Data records
────

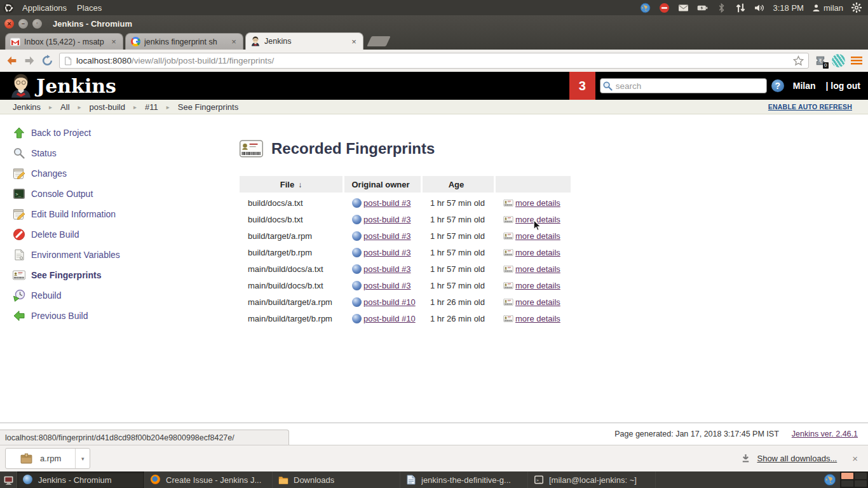 Image resolution: width=868 pixels, height=488 pixels. Describe the element at coordinates (379, 41) in the screenshot. I see `new-tab-button` at that location.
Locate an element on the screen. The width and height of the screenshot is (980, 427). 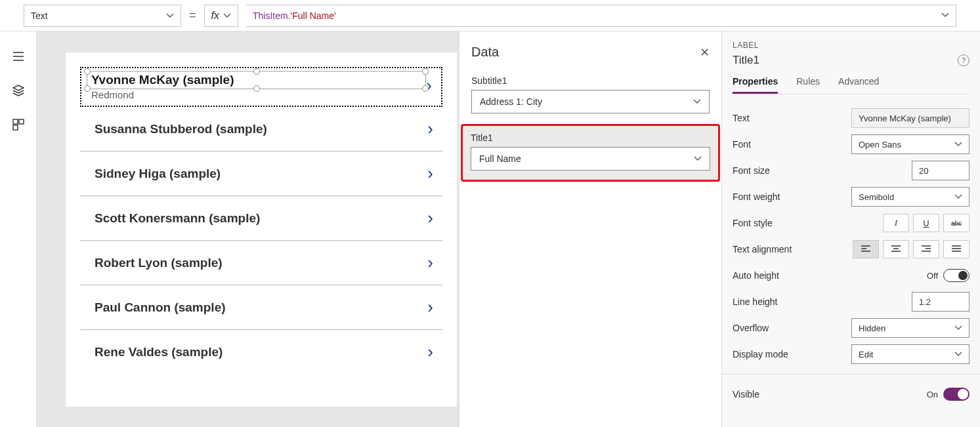
prop-align-label: Text alignment is located at coordinates (762, 249).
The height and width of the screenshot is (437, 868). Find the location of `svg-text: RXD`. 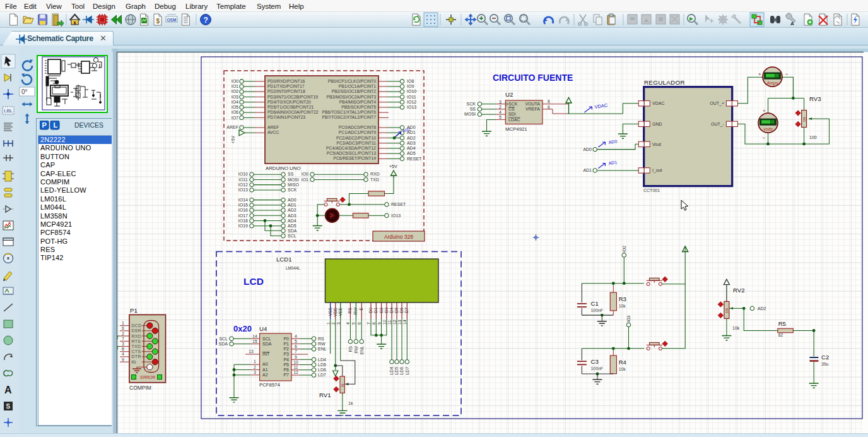

svg-text: RXD is located at coordinates (375, 174).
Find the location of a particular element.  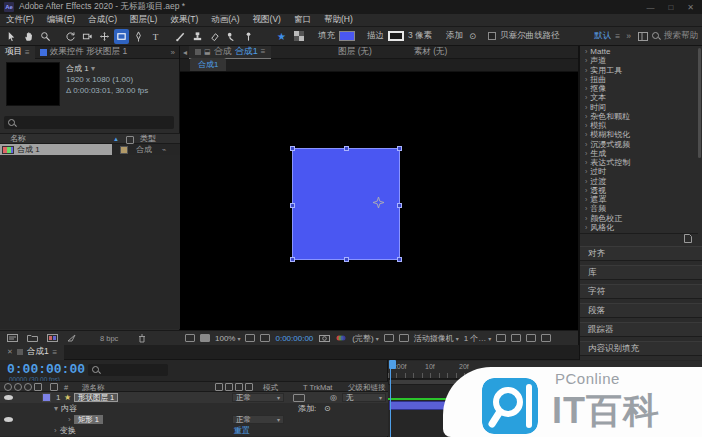

view-layout-select: 1 个…▾ is located at coordinates (478, 338).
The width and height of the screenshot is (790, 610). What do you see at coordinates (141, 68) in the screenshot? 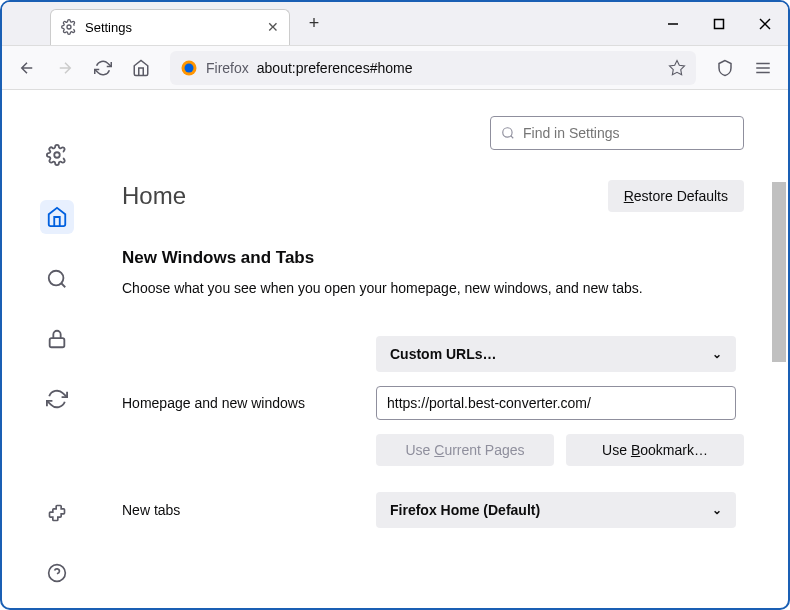
I see `home-button` at bounding box center [141, 68].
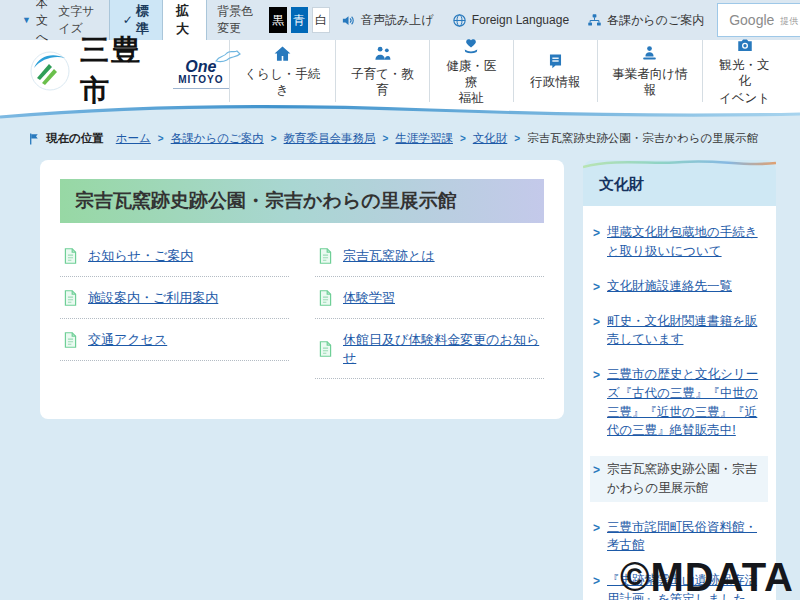 The image size is (800, 600). I want to click on bg-black-button: 黒, so click(278, 20).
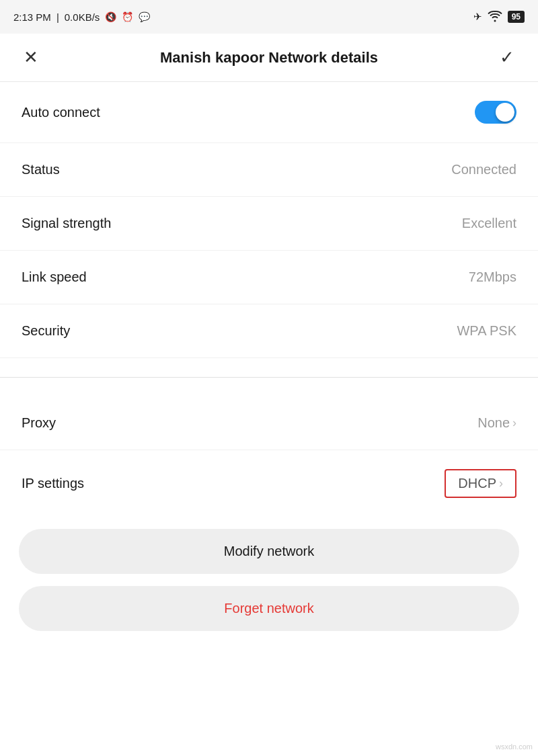 The height and width of the screenshot is (756, 538). Describe the element at coordinates (269, 113) in the screenshot. I see `auto-connect-row: Auto connect` at that location.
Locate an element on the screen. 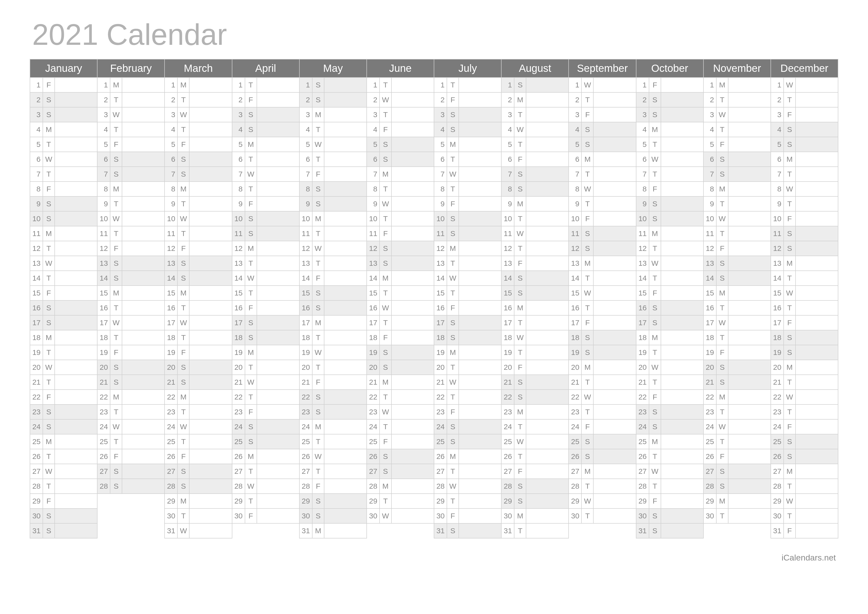 This screenshot has height=614, width=868. day-number: 15 is located at coordinates (710, 293).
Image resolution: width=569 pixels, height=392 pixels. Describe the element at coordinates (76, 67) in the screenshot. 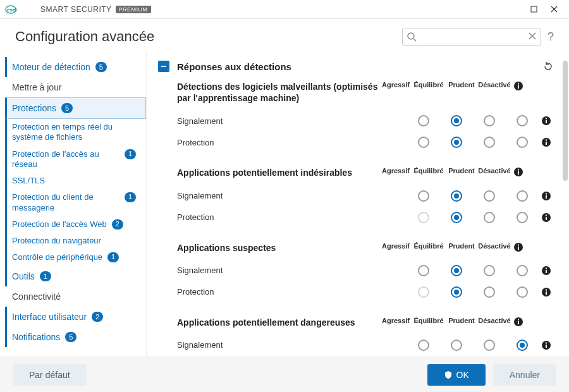

I see `sidebar-item: Moteur de détection5` at that location.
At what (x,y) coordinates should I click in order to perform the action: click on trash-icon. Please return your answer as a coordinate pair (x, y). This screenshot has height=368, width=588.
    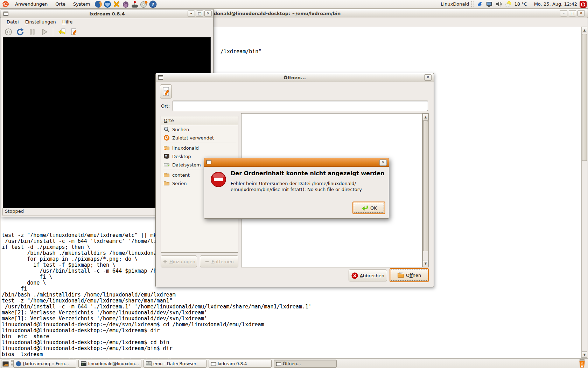
    Looking at the image, I should click on (582, 363).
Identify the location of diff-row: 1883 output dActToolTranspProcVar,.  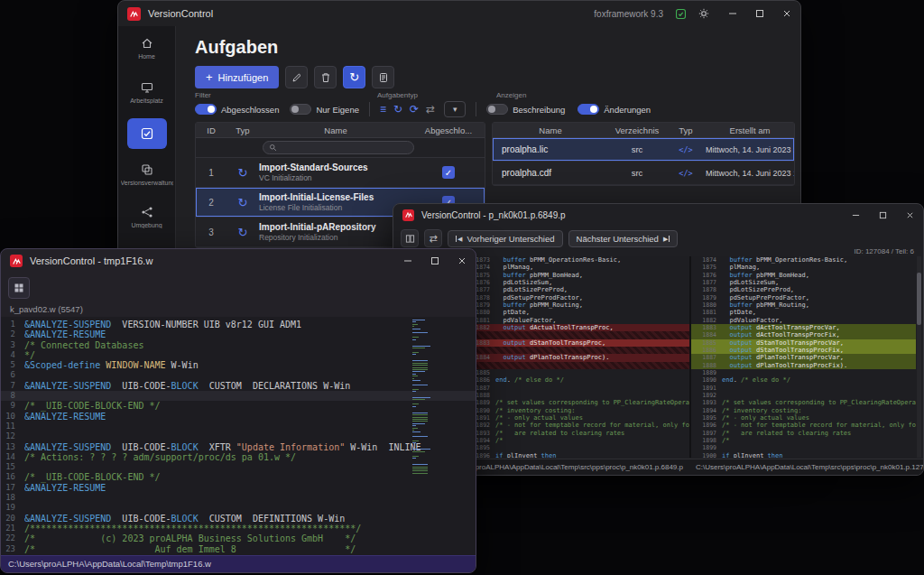
(803, 328).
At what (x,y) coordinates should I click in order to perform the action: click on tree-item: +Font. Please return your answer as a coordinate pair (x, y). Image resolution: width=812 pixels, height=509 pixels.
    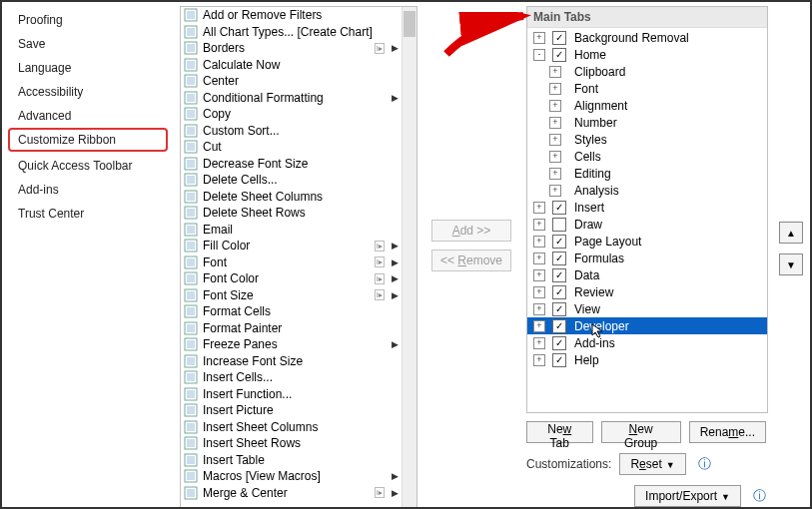
    Looking at the image, I should click on (647, 88).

────

■ WORK TO BE COMPLETED: What you need to copy is the run of lines from the one holding "pixels, height=509 pixels." through the end of the data, exactly and only, both ends included, pictures omitted.

■ OUTPUT FOR THIS EXERCISE:
At what (x,y) coordinates should I click in order to perform the action: click on tree-item: +Font. Please return your answer as a coordinate pair (x, y). Image resolution: width=812 pixels, height=509 pixels.
    Looking at the image, I should click on (647, 88).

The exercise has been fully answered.